Tribe of Tiger, Cherub Cat
A Siberian photographer’s award-winning photograph of a Siberian tiger.
Eero Saarinen’s Bell Labs complex in Holmdel, New Jersey is empty.
I wrote a post about the ways that online scolds and cops may be helping us to rediscover privacy; and I also write about Jill Lepore’s magnificent new book If Then and why I wish I had written it.
Speaking of scolds, a number of times over the years I have received emails from people scolding me for the prices of my books. I used to reply that authors don’t set the prices of their books, but they would always write back to tell me that I should have refused to allow the book to be published unless the publisher met my pricing demands. So I stopped replying to such emails. I mention this because neither I nor my friend Tim Larsen are to blame for the price of the utterly delightful and deeply informative book he has edited, The Oxford Handbook of Christmas. Ask your local library to purchase a copy.

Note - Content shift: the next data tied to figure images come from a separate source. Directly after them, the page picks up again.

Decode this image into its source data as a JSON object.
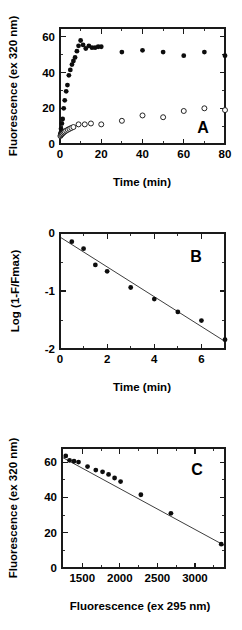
{
  "figure": {
    "panels": [
      "A",
      "B",
      "C"
    ],
    "marker_colors": {
      "filled": "#0d0d0d",
      "open_fill": "#ffffff",
      "open_stroke": "#0d0d0d",
      "axis": "#1a1a1a"
    }
  },
  "panel_a": {
    "letter": "A",
    "xlabel": "Time (min)",
    "ylabel": "Fluorescence (ex 320 nm)",
    "xticks": [
      "0",
      "20",
      "40",
      "60",
      "80"
    ],
    "yticks": [
      "0",
      "20",
      "40",
      "60"
    ]
  },
  "panel_b": {
    "letter": "B",
    "xlabel": "Time (min)",
    "ylabel": "Log (1-F/Fmax)",
    "xticks": [
      "0",
      "2",
      "4",
      "6"
    ],
    "yticks": [
      "-2",
      "-1",
      "0"
    ]
  },
  "panel_c": {
    "letter": "C",
    "xlabel": "Fluorescence (ex 295 nm)",
    "ylabel": "Fluorescence (ex 320 nm)",
    "xticks": [
      "1500",
      "2000",
      "2500",
      "3000"
    ],
    "yticks": [
      "0",
      "20",
      "40",
      "60"
    ]
  },
  "chart_data": [
    {
      "type": "scatter",
      "panel": "A",
      "title": "",
      "xlabel": "Time (min)",
      "ylabel": "Fluorescence (ex 320 nm)",
      "xlim": [
        0,
        80
      ],
      "ylim": [
        0,
        65
      ],
      "xticks": [
        0,
        20,
        40,
        60,
        80
      ],
      "yticks": [
        0,
        20,
        40,
        60
      ],
      "xminorticks": [
        10,
        30,
        50,
        70
      ],
      "yminorticks": [
        10,
        30,
        50
      ],
      "grid": false,
      "legend": false,
      "series": [
        {
          "name": "ex 320 nm (filled circles)",
          "marker": "filled-circle",
          "x": [
            0.2,
            0.5,
            0.9,
            1.3,
            1.8,
            2.3,
            3.0,
            3.6,
            4.3,
            5.0,
            5.8,
            6.5,
            7.3,
            8.2,
            9.0,
            10.0,
            11.2,
            12.5,
            14.0,
            15.5,
            17.0,
            18.5,
            20.0,
            30.0,
            40.0,
            50.0,
            60.0,
            70.0,
            80.0
          ],
          "y": [
            6.0,
            8.5,
            11.5,
            14.0,
            20.0,
            24.5,
            29.5,
            33.0,
            38.5,
            41.5,
            44.5,
            46.5,
            48.5,
            52.0,
            55.0,
            58.0,
            55.5,
            53.5,
            55.0,
            54.0,
            54.0,
            54.5,
            54.5,
            51.5,
            52.5,
            51.5,
            49.5,
            51.5,
            49.5
          ]
        },
        {
          "name": "ex 295 nm (open circles)",
          "marker": "open-circle",
          "x": [
            0.2,
            0.5,
            0.9,
            1.3,
            1.8,
            2.3,
            3.0,
            3.8,
            4.6,
            5.5,
            6.5,
            9.0,
            12.0,
            15.0,
            20.0,
            30.0,
            40.0,
            50.0,
            60.0,
            70.0,
            80.0
          ],
          "y": [
            4.5,
            5.0,
            5.5,
            6.0,
            6.5,
            7.0,
            7.5,
            8.0,
            8.5,
            9.0,
            9.5,
            11.0,
            11.0,
            11.5,
            11.0,
            13.0,
            16.0,
            15.0,
            18.5,
            20.0,
            19.0
          ]
        }
      ]
    },
    {
      "type": "scatter",
      "panel": "B",
      "title": "",
      "xlabel": "Time (min)",
      "ylabel": "Log (1-F/Fmax)",
      "xlim": [
        0,
        7
      ],
      "ylim": [
        -2,
        0
      ],
      "xticks": [
        0,
        2,
        4,
        6
      ],
      "yticks": [
        -2,
        -1,
        0
      ],
      "xminorticks": [
        1,
        3,
        5,
        7
      ],
      "yminorticks": [
        -1.5,
        -0.5
      ],
      "grid": false,
      "legend": false,
      "series": [
        {
          "name": "Log (1-F/Fmax)",
          "marker": "filled-circle",
          "x": [
            0.5,
            1.0,
            1.5,
            2.0,
            3.0,
            4.0,
            5.0,
            6.0,
            7.0
          ],
          "y": [
            -0.15,
            -0.27,
            -0.55,
            -0.66,
            -0.94,
            -1.14,
            -1.36,
            -1.51,
            -1.84
          ]
        }
      ],
      "fit_line": {
        "type": "linear",
        "x": [
          0,
          7
        ],
        "y": [
          -0.07,
          -1.87
        ]
      }
    },
    {
      "type": "scatter",
      "panel": "C",
      "title": "",
      "xlabel": "Fluorescence (ex 295 nm)",
      "ylabel": "Fluorescence (ex 320 nm)",
      "xlim": [
        1230,
        3400
      ],
      "ylim": [
        0,
        68
      ],
      "xticks": [
        1500,
        2000,
        2500,
        3000
      ],
      "yticks": [
        0,
        20,
        40,
        60
      ],
      "xminorticks": [
        1750,
        2250,
        2750,
        3250
      ],
      "yminorticks": [
        10,
        30,
        50
      ],
      "grid": false,
      "legend": false,
      "series": [
        {
          "name": "Fluorescence correlation",
          "marker": "filled-circle",
          "x": [
            1280,
            1330,
            1390,
            1450,
            1570,
            1680,
            1770,
            1850,
            1930,
            2010,
            2280,
            2680,
            3350
          ],
          "y": [
            63.5,
            61.0,
            60.5,
            60.0,
            57.5,
            55.5,
            54.5,
            53.0,
            51.0,
            49.0,
            41.5,
            31.0,
            13.5
          ]
        }
      ],
      "fit_line": {
        "type": "linear",
        "x": [
          1230,
          3400
        ],
        "y": [
          62.8,
          12.6
        ]
      }
    }
  ]
}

The English philosopher John Gray has written Feline Philosophy: Cats and the Meaning of Life. No one learned more philosophy from cats than the sometimes mad and always peculiar 18th-century poet Christopher Smart, about whom I wrote one of my first scholarly articles. People who know nothing else about Smart may know his poem in praise of his cat Jeoffry.
For he is the quickest to his mark of any creature.
For he is tenacious of his point.
For he is a mixture of gravity and waggery.
For he knows that God is his Saviour.
For there is nothing sweeter than his peace when at rest.
For there is nothing brisker than his life when in motion.
Larger image here. St. Matthew Island, in the middle of the Bering Sea, may be the most remote place in Alaska.